Sounds bright to me.


So how they did in one job interview says more about their intelligence, to you, than GP's witness from knowing them for possibly years?

I think your weights are way off.


I think being able to pass a FAANG level coding interview with 3 months prep is a better indicator of their intelligence than one coworker's opinion, which could be clouded with biases.


And I think the vaunted "FAANG level coding interview" is a prime example of a setting where three months of hard swotting can make even a relatively dim bulb shine brightly.


I’m trying to think of how many tree structures I’ve encountered in all the projects I’ve ever programmed on, in my entire career. Maybe one or two?


A tree for performance? I've used a rope once or twice.

Plenty of times where I've used trees because they're the logical representation of the problem (ever had a field called "children" in your code? HN comments are a tree. Etc.)


You probably aren't the demographic Google want/needs to hire by the sound of it.


A perusal of Google's recent software track record would indicate that optimum efficiency aided by a wide knowledge of a library of algorithms and manual implementation of the same is either not what Google actually cares about, or if it was what they think they care about, not effectively delivered by the steps they take to achieve it.


I went through a marathon of interviews for one FAANG company (8 in total - coding screen, 4x in first round, 3x in second round). I did enough preparation to remember quite a couple of the Leetcode solutions by heart.

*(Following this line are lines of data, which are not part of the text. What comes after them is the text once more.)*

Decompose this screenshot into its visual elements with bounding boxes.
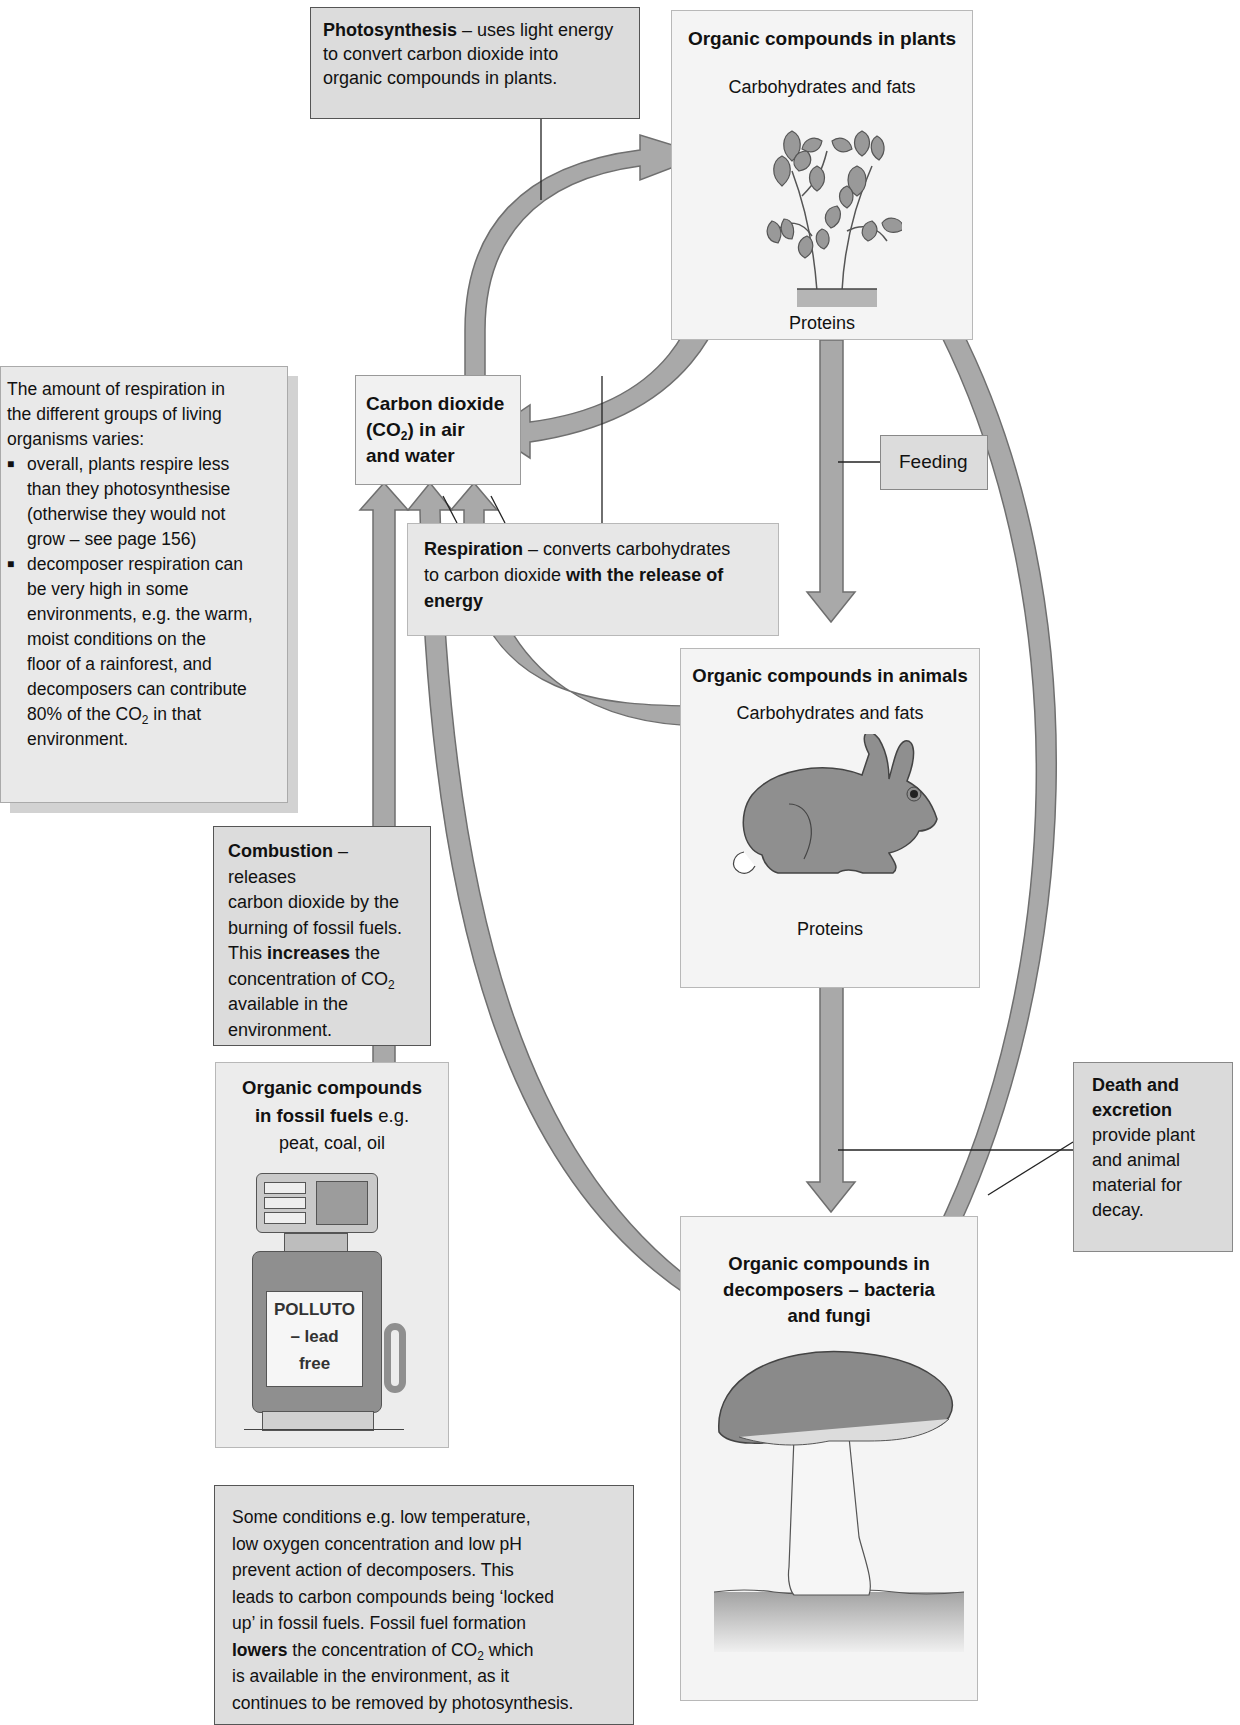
note-bullet-2: ■ decomposer respiration can be very hig… bbox=[7, 552, 281, 752]
bullet-text: environment. bbox=[27, 727, 281, 752]
feeding-label: Feeding bbox=[880, 435, 988, 490]
note-text: The amount of respiration in bbox=[7, 377, 281, 402]
decomposers-box: Organic compounds in decomposers – bacte… bbox=[680, 1216, 978, 1701]
rabbit-icon bbox=[719, 734, 949, 884]
photosynthesis-text: to convert carbon dioxide into bbox=[323, 42, 627, 66]
combustion-text: environment. bbox=[228, 1018, 416, 1044]
feeding-arrow bbox=[807, 340, 855, 622]
combustion-text: carbon dioxide by the bbox=[228, 890, 416, 916]
note-text: the different groups of living bbox=[7, 402, 281, 427]
conditions-text: leads to carbon compounds being ‘locked bbox=[232, 1584, 616, 1611]
conditions-box: Some conditions e.g. low temperature, lo… bbox=[214, 1485, 634, 1725]
note-bullet-1: ■ overall, plants respire less than they… bbox=[7, 452, 281, 552]
respiration-box: Respiration – converts carbohydrates to … bbox=[407, 523, 779, 636]
death-text: provide plant bbox=[1092, 1123, 1214, 1148]
co2-text: Carbon dioxide bbox=[366, 391, 510, 417]
combustion-title: Combustion bbox=[228, 841, 333, 861]
photosynthesis-text: organic compounds in plants. bbox=[323, 66, 627, 90]
death-text: decay. bbox=[1092, 1198, 1214, 1223]
bullet-text: be very high in some bbox=[27, 577, 281, 602]
decomposers-title: Organic compounds in decomposers – bacte… bbox=[681, 1251, 977, 1329]
plants-box: Organic compounds in plants Carbohydrate… bbox=[671, 10, 973, 340]
death-title: Death and bbox=[1092, 1073, 1214, 1098]
bullet-text: grow – see page 156) bbox=[27, 527, 281, 552]
mushroom-icon bbox=[699, 1337, 964, 1697]
animals-title: Organic compounds in animals bbox=[681, 663, 979, 688]
bullet-text: environments, e.g. the warm, bbox=[27, 602, 281, 627]
bullet-text: floor of a rainforest, and bbox=[27, 652, 281, 677]
respiration-variation-note: The amount of respiration in the differe… bbox=[0, 366, 288, 803]
pump-label: POLLUTO – lead free bbox=[266, 1291, 363, 1387]
combustion-text: concentration of CO2 bbox=[228, 967, 416, 993]
photosynthesis-box: Photosynthesis – uses light energy to co… bbox=[310, 7, 640, 119]
feeding-text: Feeding bbox=[899, 451, 968, 472]
combustion-box: Combustion – releases carbon dioxide by … bbox=[213, 826, 431, 1046]
photosynthesis-title: Photosynthesis bbox=[323, 20, 457, 40]
conditions-text: up’ in fossil fuels. Fossil fuel formati… bbox=[232, 1610, 616, 1637]
bullet-text: 80% of the CO2 in that bbox=[27, 702, 281, 727]
conditions-text: is available in the environment, as it bbox=[232, 1663, 616, 1690]
animals-box: Organic compounds in animals Carbohydrat… bbox=[680, 648, 980, 988]
bullet-text: overall, plants respire less bbox=[27, 452, 281, 477]
bullet-text: (otherwise they would not bbox=[27, 502, 281, 527]
plants-title: Organic compounds in plants bbox=[672, 26, 972, 51]
photosynthesis-text: – uses light energy bbox=[457, 20, 613, 40]
bullet-text: decomposer respiration can bbox=[27, 552, 281, 577]
bullet-text: moist conditions on the bbox=[27, 627, 281, 652]
combustion-text: available in the bbox=[228, 992, 416, 1018]
photosynthesis-arrow bbox=[465, 135, 705, 383]
fossil-title: in fossil fuels e.g. bbox=[216, 1103, 448, 1128]
fossil-examples: peat, coal, oil bbox=[216, 1131, 448, 1156]
note-text: organisms varies: bbox=[7, 427, 281, 452]
death-text: and animal bbox=[1092, 1148, 1214, 1173]
animals-carbs: Carbohydrates and fats bbox=[681, 701, 979, 726]
respiration-title: Respiration bbox=[424, 539, 523, 559]
plants-carbs: Carbohydrates and fats bbox=[672, 75, 972, 100]
conditions-text: low oxygen concentration and low pH bbox=[232, 1531, 616, 1558]
co2-text: and water bbox=[366, 443, 510, 469]
bullet-text: decomposers can contribute bbox=[27, 677, 281, 702]
death-text: material for bbox=[1092, 1173, 1214, 1198]
co2-box: Carbon dioxide (CO2) in air and water bbox=[355, 375, 521, 485]
respiration-text: to carbon dioxide with the release of bbox=[424, 562, 762, 588]
fossil-title: Organic compounds bbox=[216, 1075, 448, 1100]
respiration-text: energy bbox=[424, 588, 762, 614]
plant-icon bbox=[762, 111, 902, 311]
conditions-text: prevent action of decomposers. This bbox=[232, 1557, 616, 1584]
conditions-text: lowers the concentration of CO2 which bbox=[232, 1637, 616, 1664]
fossil-fuels-box: Organic compounds in fossil fuels e.g. p… bbox=[215, 1062, 449, 1448]
bullet-icon: ■ bbox=[7, 452, 14, 477]
respiration-text: – converts carbohydrates bbox=[523, 539, 730, 559]
death-excretion-box: Death and excretion provide plant and an… bbox=[1073, 1062, 1233, 1252]
plants-proteins: Proteins bbox=[672, 311, 972, 336]
fuel-pump-icon: POLLUTO – lead free bbox=[244, 1173, 424, 1433]
conditions-text: continues to be removed by photosynthesi… bbox=[232, 1690, 616, 1717]
combustion-text: burning of fossil fuels. bbox=[228, 916, 416, 942]
death-title: excretion bbox=[1092, 1098, 1214, 1123]
animals-proteins: Proteins bbox=[681, 917, 979, 942]
bullet-text: than they photosynthesise bbox=[27, 477, 281, 502]
conditions-text: Some conditions e.g. low temperature, bbox=[232, 1504, 616, 1531]
co2-text: (CO2) in air bbox=[366, 417, 510, 443]
death-animals-arrow bbox=[807, 970, 855, 1212]
bullet-icon: ■ bbox=[7, 552, 14, 577]
combustion-text: This increases the bbox=[228, 941, 416, 967]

I was pretty much a code printer if I got one of those, not much thinking involved anymore. I reckon it was clearly visible that I've seen a similar question before which is unavoidable if you've done enough prep.

While it's probably not what an interviewer is looking for, having the most common solutions memorised gives you an advantage of time. A coding interview usually consists of two challenges. If you get stuck on the first one and take too much time to answer it, you won't have enough time to go through the second one.

To avoid the code printer perception you can always go through an explanation what alternative solutions could be applied to the given problem, what their complexities would be and why the one presented is the best.


You need to act and pretend to think it through. Then you seem like a brilliant programmer they want to hire rather than someone that recently worked on the problem.


> Geohotz had a good rant about this once - the kind of people who need to cram leetcodes and memorize algorithms are not the kinds of people who Google wants to pass these interviews.

And yet, they routinely do pass these interviews.


I've always said that FAANG don't hire professional software engineers, they only hire professional leet coders


>Makes a lot of sense, you could solve all these questions without knowing specific algorithms as long as you are good at problem solving - which is, I assume, the intent of the process.

That's just absurd. If someone with no "algorithm" experience who was a good problem solver had to work out an answer from scratch for the interview its almost certain they're going to find the brute force answer and FAANGs pretty universally want the most efficient one so these people would routinely fail.

Its totally clear that what FAANG hiring optimizes for is recent CS graduates who passed tough Algorithm weed out courses at well known colleges in the past 18-24 months. They are young with no families or obligations and are happy to work 12 hour days at Google because they have hip open offices and ping pong tables.